Medium’s DynamoDB Data Source for Apache Spark
Medium’s tech stack includes DynamoDB for our production data, and Apache Spark for backend data processing. We need a fast and reliable integration between these systems to support our data warehouse. Talking with data engineers at other companies, this is a common pairing and we all have somewhat similar internal tools making these systems play well together.
We’ve open-sourced our DynamoDB Data Source for Apache Spark with the goal of making DynamoDB & Spark easy to use together for everyone.
Key features:
- Load a DynamoDB table as a DataFrame or RDD.
- Scans the table in parallel per Amazon’s recommendations.
- Rate limiting support.
Scanning DynamoDB tables in parallel is particularly beneficial because they are partitioned, requiring parallel scans to take advantage of all your provisioned read capacity. We have observed significant scan time improvements when switching to the parallel scanner.

RDD Integration
Our primary use-case at Medium is using Spark to backup DynamoDB tables to S3. Separate Spark jobs restore the backups — JSON files on S3 which Spark has great support for — into a variety of systems, including Redshift and Databricks. We chose this approach (rather than Data Pipeline) so our ETL and analysis jobs have a common look & feel, keeping things simple for our users and developers.
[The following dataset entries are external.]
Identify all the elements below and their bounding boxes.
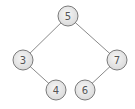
node-label: 6 [82,85,88,96]
nodes: 53746 [13,6,127,100]
tree-node-3: 3 [13,50,33,70]
node-label: 4 [53,85,59,96]
node-label: 7 [114,55,120,66]
binary-tree-diagram: 53746 [0,0,135,109]
tree-node-5: 5 [58,6,78,26]
tree-node-7: 7 [107,50,127,70]
node-label: 3 [20,55,26,66]
tree-node-6: 6 [75,80,95,100]
edges [23,16,117,90]
node-label: 5 [65,11,71,22]
tree-node-4: 4 [46,80,66,100]
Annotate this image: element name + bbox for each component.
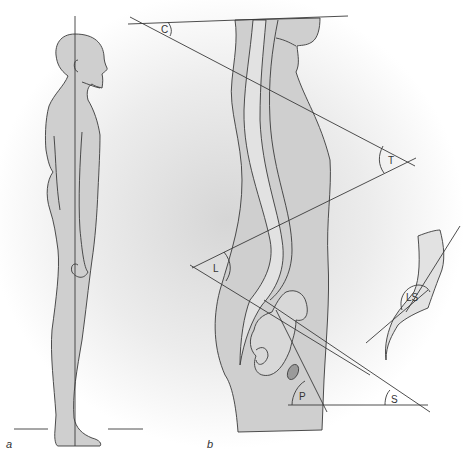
panel-label-b: b xyxy=(207,438,213,450)
angle-label-ls: LS xyxy=(406,292,419,303)
panel-label-a: a xyxy=(6,438,12,450)
angle-label-c: C xyxy=(161,24,168,35)
spine-posture-diagram: a C T L P S b LS xyxy=(0,0,474,458)
angle-label-t: T xyxy=(388,155,394,166)
angle-label-p: P xyxy=(299,391,306,402)
angle-label-s: S xyxy=(391,394,398,405)
angle-label-l: L xyxy=(213,263,219,274)
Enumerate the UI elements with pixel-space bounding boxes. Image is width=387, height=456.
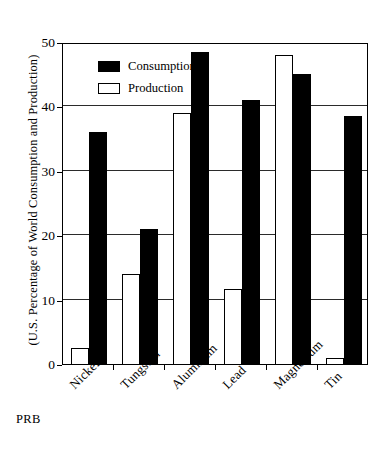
bar-production [326, 358, 344, 364]
x-tick-mark [113, 365, 114, 370]
y-tick-label: 0 [28, 358, 55, 372]
y-tick-label: 50 [28, 36, 55, 50]
bar-production [122, 274, 140, 364]
gridline [63, 299, 367, 300]
x-category-label: Lead [219, 362, 249, 392]
gridline [63, 170, 367, 171]
legend-label-consumption: Consumption [128, 60, 196, 73]
y-tick-mark [57, 365, 62, 366]
bar-consumption [242, 100, 260, 364]
x-category-label: Tin [321, 368, 345, 392]
bar-consumption [89, 132, 107, 364]
bar-consumption [344, 116, 362, 364]
bar-chart-figure: (U.S. Percentage of World Consumption an… [0, 0, 387, 456]
bar-production [173, 113, 191, 364]
y-tick-label: 10 [28, 294, 55, 308]
x-tick-mark [215, 365, 216, 370]
credit-text: PRB [16, 412, 41, 427]
chart-legend: Consumption Production [98, 57, 226, 101]
hollow-white-swatch-icon [98, 83, 120, 94]
bar-consumption [140, 229, 158, 364]
x-tick-mark [164, 365, 165, 370]
gridline [63, 105, 367, 106]
x-tick-mark [317, 365, 318, 370]
legend-item-production: Production [98, 79, 226, 98]
legend-item-consumption: Consumption [98, 57, 226, 76]
y-tick-label: 40 [28, 100, 55, 114]
y-tick-label: 30 [28, 165, 55, 179]
filled-black-swatch-icon [98, 61, 120, 72]
y-axis-title: (U.S. Percentage of World Consumption an… [22, 20, 44, 380]
bar-consumption [293, 74, 311, 364]
y-tick-label: 20 [28, 229, 55, 243]
legend-label-production: Production [128, 82, 183, 95]
x-tick-mark [266, 365, 267, 370]
bar-production [275, 55, 293, 364]
bar-production [224, 289, 242, 364]
gridline [63, 234, 367, 235]
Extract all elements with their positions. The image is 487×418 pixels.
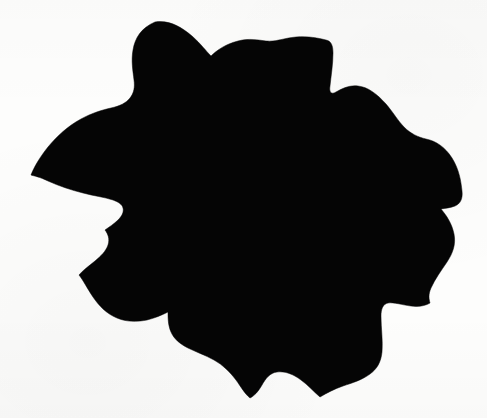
image-canvas: [0, 0, 487, 418]
leaf-silhouette-graphic: [0, 0, 487, 418]
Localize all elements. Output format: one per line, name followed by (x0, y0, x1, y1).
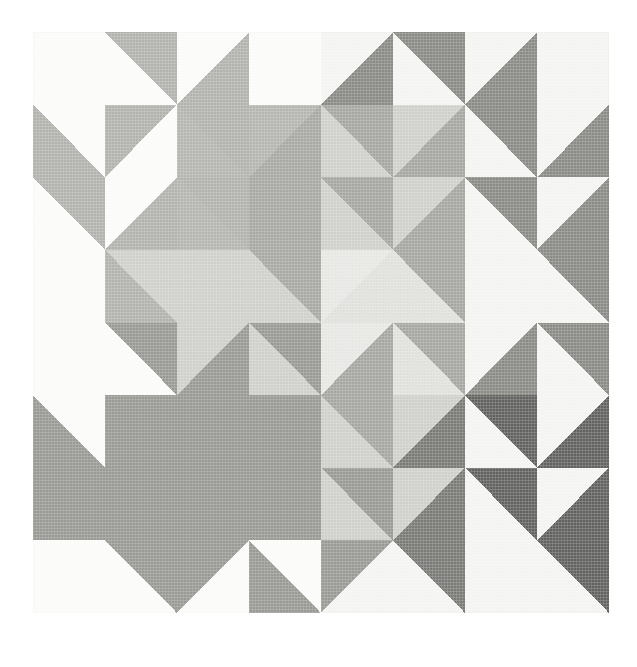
block-r1c3-q-top-right (537, 177, 609, 250)
page-root (0, 0, 637, 667)
block-r2c1-q-top-left (177, 323, 249, 396)
block-r3c3 (465, 468, 609, 613)
block-r2c3 (465, 323, 609, 468)
block-r3c1 (177, 468, 321, 613)
block-r2c3-q-top-right (537, 323, 609, 396)
block-r2c1-q-bottom-left (177, 395, 249, 468)
block-r3c0-q-bottom-right (105, 540, 177, 613)
block-r1c1-q-bottom-left (177, 250, 249, 323)
block-r1c0-q-bottom-right (105, 250, 177, 323)
block-r0c1 (177, 32, 321, 177)
block-r0c3 (465, 32, 609, 177)
block-r0c0-q-bottom-right (105, 105, 177, 178)
block-r2c2-q-top-right (393, 323, 465, 396)
block-r3c0-q-top-right (105, 468, 177, 541)
block-r1c3-q-top-left (465, 177, 537, 250)
block-r3c3-q-bottom-right (537, 540, 609, 613)
block-r3c2-q-top-left (321, 468, 393, 541)
block-r1c1-q-bottom-right (249, 250, 321, 323)
block-r0c2-q-bottom-left (321, 105, 393, 178)
block-r2c2-q-bottom-right (393, 395, 465, 468)
block-r1c1-q-top-right (249, 177, 321, 250)
block-r0c3-q-top-left (465, 32, 537, 105)
block-r0c1-q-top-left (177, 32, 249, 105)
block-r1c0-q-top-right (105, 177, 177, 250)
block-r2c1 (177, 323, 321, 468)
block-r0c3-q-bottom-right (537, 105, 609, 178)
block-r1c3-q-bottom-right (537, 250, 609, 323)
block-r3c0-q-bottom-left (33, 540, 105, 613)
block-r2c0-q-top-left (33, 323, 105, 396)
quilt-blocks-group (33, 32, 609, 613)
block-r0c2-q-top-left (321, 32, 393, 105)
block-r2c2 (321, 323, 465, 468)
block-r2c3-q-top-left (465, 323, 537, 396)
quilt-figure (33, 32, 609, 613)
block-r1c1 (177, 177, 321, 322)
block-r3c1-q-top-left (177, 468, 249, 541)
quilt-canvas (33, 32, 609, 613)
block-r2c0-q-top-right (105, 323, 177, 396)
block-r3c1-q-bottom-left (177, 540, 249, 613)
block-r1c0-q-top-left (33, 177, 105, 250)
block-r0c0 (33, 32, 177, 177)
block-r0c2-q-bottom-right (393, 105, 465, 178)
block-r0c3-q-bottom-left (465, 105, 537, 178)
block-r0c1-q-bottom-left (177, 105, 249, 178)
block-r1c1-q-top-left (177, 177, 249, 250)
block-r2c0-q-bottom-left (33, 395, 105, 468)
block-r0c2 (321, 32, 465, 177)
block-r0c2-q-top-right (393, 32, 465, 105)
block-r3c2-q-bottom-left (321, 540, 393, 613)
block-r0c1-q-top-right (249, 32, 321, 105)
block-r2c2-q-top-left (321, 323, 393, 396)
block-r0c0-q-bottom-left (33, 105, 105, 178)
block-r1c3 (465, 177, 609, 322)
block-r1c2 (321, 177, 465, 322)
block-r2c0-q-bottom-right (105, 395, 177, 468)
block-r3c0 (33, 468, 177, 613)
block-r3c0-q-top-left (33, 468, 105, 541)
block-r3c3-q-top-right (537, 468, 609, 541)
block-r3c1-q-bottom-right (249, 540, 321, 613)
block-r2c3-q-bottom-left (465, 395, 537, 468)
block-r0c1-q-bottom-right (249, 105, 321, 178)
block-r3c3-q-top-left (465, 468, 537, 541)
block-r2c0 (33, 323, 177, 468)
block-r1c2-q-top-right (393, 177, 465, 250)
block-r3c2-q-top-right (393, 468, 465, 541)
block-r2c1-q-top-right (249, 323, 321, 396)
block-r2c1-q-bottom-right (249, 395, 321, 468)
block-r0c0-q-top-right (105, 32, 177, 105)
block-r3c2-q-bottom-right (393, 540, 465, 613)
block-r1c0-q-bottom-left (33, 250, 105, 323)
block-r1c2-q-top-left (321, 177, 393, 250)
block-r0c3-q-top-right (537, 32, 609, 105)
block-r1c2-q-bottom-left (321, 250, 393, 323)
block-r3c2 (321, 468, 465, 613)
block-r2c3-q-bottom-right (537, 395, 609, 468)
block-r0c0-q-top-left (33, 32, 105, 105)
block-r1c3-q-bottom-left (465, 250, 537, 323)
block-r3c3-q-bottom-left (465, 540, 537, 613)
block-r3c1-q-top-right (249, 468, 321, 541)
block-r1c0 (33, 177, 177, 322)
block-r1c2-q-bottom-right (393, 250, 465, 323)
block-r2c2-q-bottom-left (321, 395, 393, 468)
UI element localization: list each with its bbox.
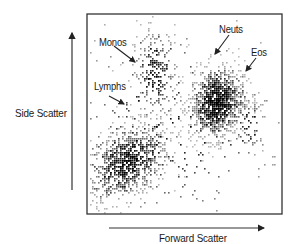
annotation-lymphs: Lymphs: [94, 80, 126, 92]
annotation-monos: Monos: [99, 36, 127, 48]
annotation-neuts: Neuts: [219, 23, 243, 35]
annotation-eos: Eos: [251, 46, 267, 58]
x-axis-label: Forward Scatter: [159, 232, 227, 244]
y-axis-label: Side Scatter: [15, 107, 67, 119]
plot-svg: [0, 0, 298, 244]
monos-pointer-icon: [114, 46, 135, 62]
flow-cytometry-scatter-chart: Monos Lymphs Neuts Eos Side Scatter Forw…: [0, 0, 298, 244]
eos-pointer-icon: [246, 58, 256, 71]
lymphs-pointer-icon: [109, 96, 124, 104]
We start our backup jobs with a command similar to:
spark-submit \
--class com.github.traviscrawford.spark.dynamodb.DynamoBackupJob \
--packages com.github.traviscrawford:spark-dynamodb:0.0.5 '' \
-table users -output s3://myBucket/users \
-totalSegments 4 -rateLimit 100
DynamoDB table scans work by defining a set of ScanSpec’s, or description of what data to scan, including which portion of the table to scan, and which projections and/or filters to apply.
This data source creates ScanSpec’s in the Spark driver based on the provided configuration, then distributes them to cluster workers where the table is scanned in parallel.
As a convenience, we provide a backup job that writes the data set to any supported filesystem. For more control, you can use the table scanner as a library.
DataFrame Integration
As a NoSQL database, DynamoDB does not strictly enforce schemas. However, if all records in a table share a schema it may be useful to load the table as a DataFrame.
Here’s an example running SQL on a DynamoDB table. Notice how no schema was provided — it’s inferred by sampling some records in the table. You can optionally specify the schema if needed (we generate ours from protobufs).
import com.github.traviscrawford.spark.dynamodb._
val users = sqlContext.read.dynamodb("users").cache()
users.registerTempTable("users")
val data = sqlContext.sql(
"select username from users where username = 'tc'")
You can perform any DataFrame operation on the data that was scanned from the DynamoDB table, such as continued analysis, or saving to S3/Redshift.